There are always hints that humans were never meant to travel in packs. There's a satisfaction, a feeling that comes with making it alone, and with a purpose and a meaning built underneath layers of anger or malice or passion.
Being on the road, however, takes a while. It's a pathway to your destination, but it's also the longest pathway you'll most likely take. In every story there are obstacles to overcome, and the path on a journey is often littered with them.
Axel's obstacles were delirium, desire and death.
And the fact that in Twilight Town, always pulsing with some dim glow that credited its namesake, the walls changed and the sky never moved but the names and positions of places shifted regularly. Even now, when he sat still in some spotless, ridiculous alleyway, the walls were closing in just slightly. It could even just have been the delirium sinking in. Every time he put his fingers near his face, he could see tendrils of black slowly lifting and floating away into nothingness.
The triplet of D's often caught him off guard, making him sway and hypothesize and even wax lyrical at one point, on the day when all the days disappeared.
But somehow, the journey was worth it.
That was Desire.
It always had been, and he found himself musing sarcastically once, trying to remember whether anyone ever knew what they had before it was gone. The delirium burbled and washed over, from the back of his head to the front, and for what must have been days he felt blackness - something must have saved him. He knew not what, or who, but made no effort to thank them.

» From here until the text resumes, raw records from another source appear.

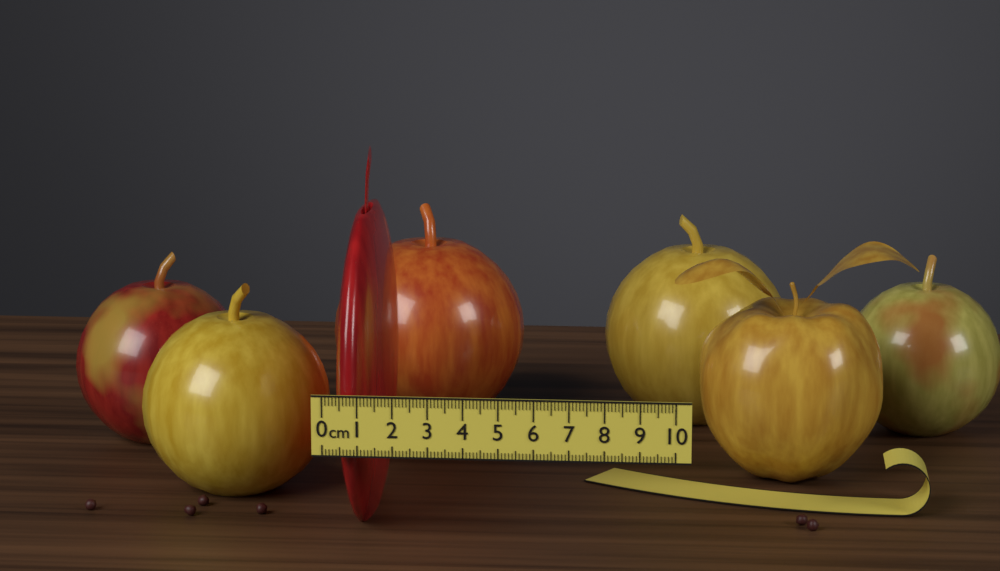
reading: 1.4 cm
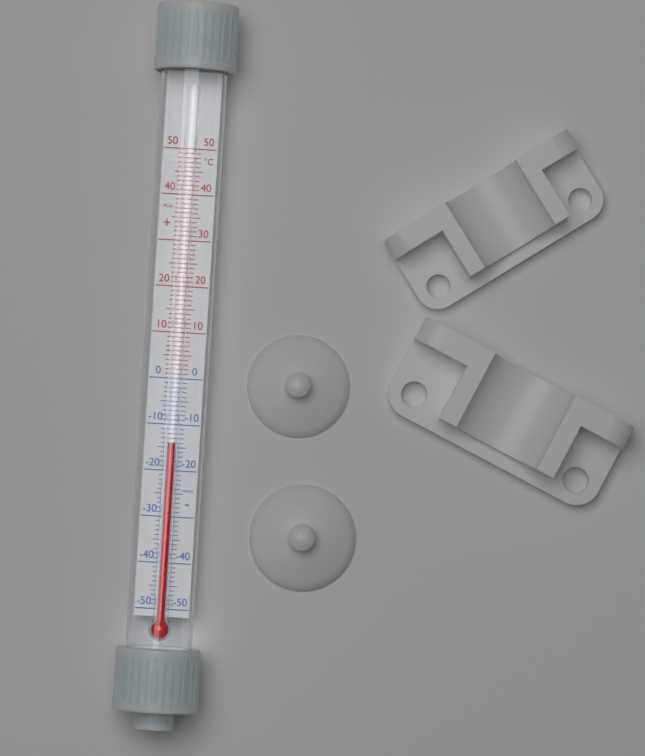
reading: -14 °C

But pulling through the delirium for once, he made his way. Rehearsed his lines like a pro, saw more than a flash of blonde hair.
Time stopped when he came to the end of his journey.
What he hadn't counted on was memories. Of all the stupid shit he'd pulled in the past; that went past even a sociopath's version of 'teasing', overstepped the boundary into 'grevious bodily harm'. He hadn't counted on guilt, either, and he felt it as pain, ripping through his skull sideways and cutting off the steady flow of delirium.
But there were good things too. Things that didn't even have to include molestation and all the mixed up things he'd done when he felt like he didn't have a heart.
So back to the point.
Time stopped.
But Roxas' eyes were blank, his hair different, his wit insipid and nothing compared to the violent words he used to so easily spit.
And Axel felt death. He'd always known he would; but this was different somehow, and it spilled through the cracks and drowned him in tendrils of black.
It wasn't real, like so many things.
Did they ever have it memorized at all?